▸ REQUIREMENT
Starting at the line with "Find the location", retype every remaining line of the records exactly. Do not include pictures.

[AVAILABLE RECORDS]

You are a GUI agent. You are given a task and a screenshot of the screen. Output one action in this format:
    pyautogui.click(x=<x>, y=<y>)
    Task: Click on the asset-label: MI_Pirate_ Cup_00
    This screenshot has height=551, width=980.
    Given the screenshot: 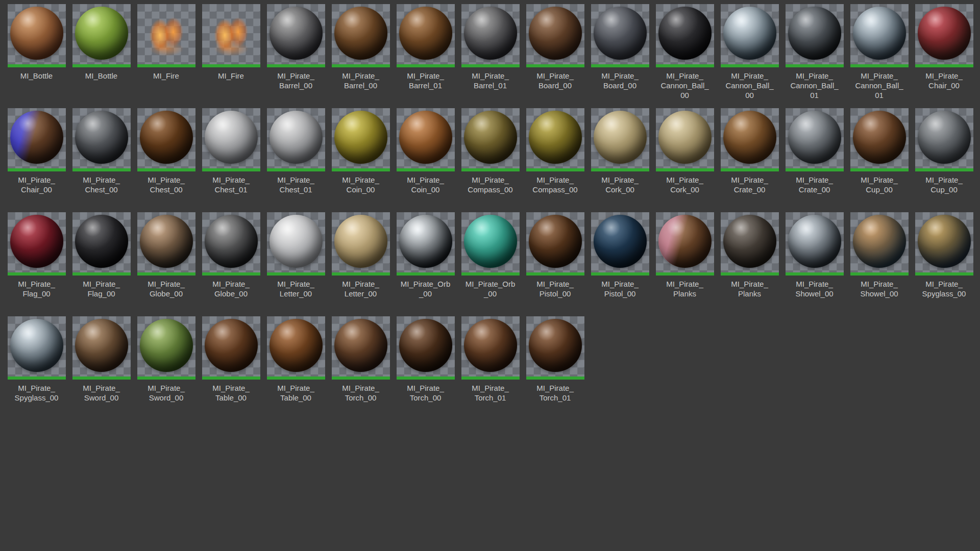 What is the action you would take?
    pyautogui.click(x=879, y=185)
    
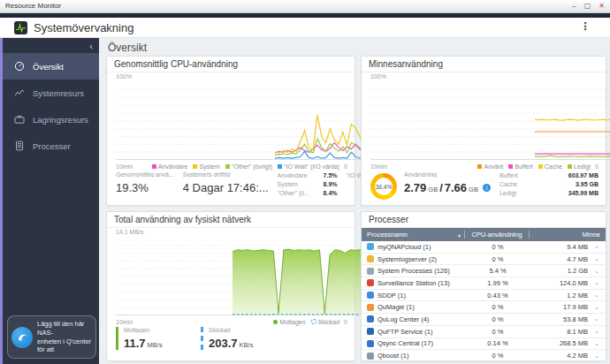 Image resolution: width=610 pixels, height=364 pixels. I want to click on storage-icon, so click(19, 119).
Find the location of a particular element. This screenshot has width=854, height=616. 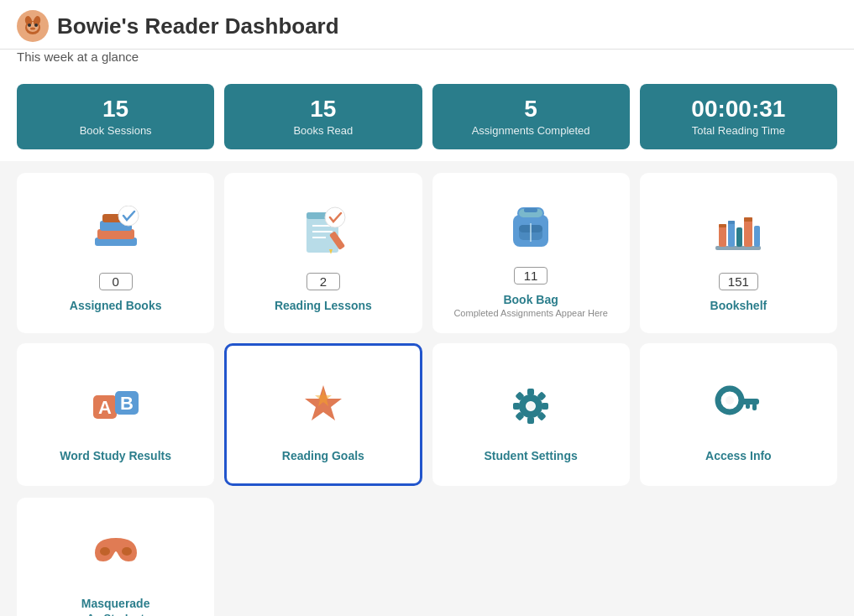

word-study-title: Word Study Results is located at coordinates (116, 456).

[/AVAILABLE RECORDS]

▸ SOLUTION TO THIS TASK
Find the location of a particular element. This screenshot has width=854, height=616. 

word-study-title: Word Study Results is located at coordinates (116, 456).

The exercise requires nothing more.